As he began his search for his squire, he sighed involuntarily.

Lark's Hollow, he thought.

###

"And this is where you'll be staying," Thaddeus said as he unlocked the door to the cottage and pushed it open. The rooms were sparse to almost any other eye, but to Gareth they looked palatial. For a knight and squire who had just spent an assignment making camp on a village common, four wooden walls were a luxury.

"You've my thanks, old friend," Bryan said. Thaddeus owned a vast farm tract on the edge of Lark's Hollow, and had tended it-- with a number of hands, of course-- since before Bryan's original assignment to the village. The two had become friends then, and when Bryan learned that he would be going back he sent a messenger bird ahead to ask a favor.

"You've my thanks, Sir Bryan. Grisly stuff, what those things are doing. I'm happy to help. And besides, this house has been empty since-- well, not all the way back to your last visit, but probably not much later either." He turned to Gareth, who was looking out of the cottage's lone window to the rich wheat fields beyond.

"The cottage is at the edge of my farm," he said to the squire, "but as you can see, I did plant all the way out to it. I'll try to be sure that the farmhands leave you be, though, let you do your work."

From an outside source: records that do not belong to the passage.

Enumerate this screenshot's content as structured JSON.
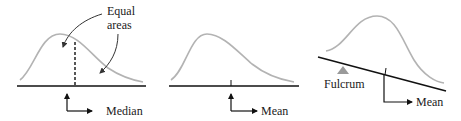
{
  "panels": [
    {
      "id": "median",
      "annotation_line1": "Equal",
      "annotation_line2": "areas",
      "label": "Median"
    },
    {
      "id": "mean",
      "label": "Mean"
    },
    {
      "id": "balance",
      "fulcrum_label": "Fulcrum",
      "label": "Mean"
    }
  ],
  "colors": {
    "curve": "#b3b3b3",
    "axis": "#111111",
    "fulcrum": "#9a9a9a",
    "text": "#1a1a1a"
  }
}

"Unless, of course, you want to make any friends while you're here," came a new voice. Surprised, the men turned.

The first thing Gareth noticed was the hair. It was a vibrant orange, a curly bonfire tied up into a quick ponytail which reached her shoulder blades. The young woman stood in the doorway, dressed in what appeared to be a sturdy, slightly baggy set of work clothes. Her eyes were the sort of blue that seemed to carry their own internal light, the color readily discernible even when she was illuminated from behind through the open door. Those eyes evaluated each of the newcomers in turn, and Gareth shifted uncomfortably as she bored a hole through him.

"Ah, this is Rose, one of the hands here, who I believe is supposed to be weeding the carrots?"

"And indeed it is done, Thaddeus, fret not. Your carrots shall live another day under the aegis of their valiant defender."

"Rose, this is Sir Bryan," the two shook hands, "and his squire, Gareth."

As she took his hand, Gareth's skin felt hot where she touched him. Rose was very pretty, and Gareth worried that she could read that thought from his mind just as easily as if he had said it aloud. He kept his eyes resolutely on hers, afraid that if he so much as blushed he and Bryan would be evicted from the cottage.

If she was aware of his fear, her bright smile did not belie it. She repeated his name twice, playing with the sound of it and committing its contours to memory.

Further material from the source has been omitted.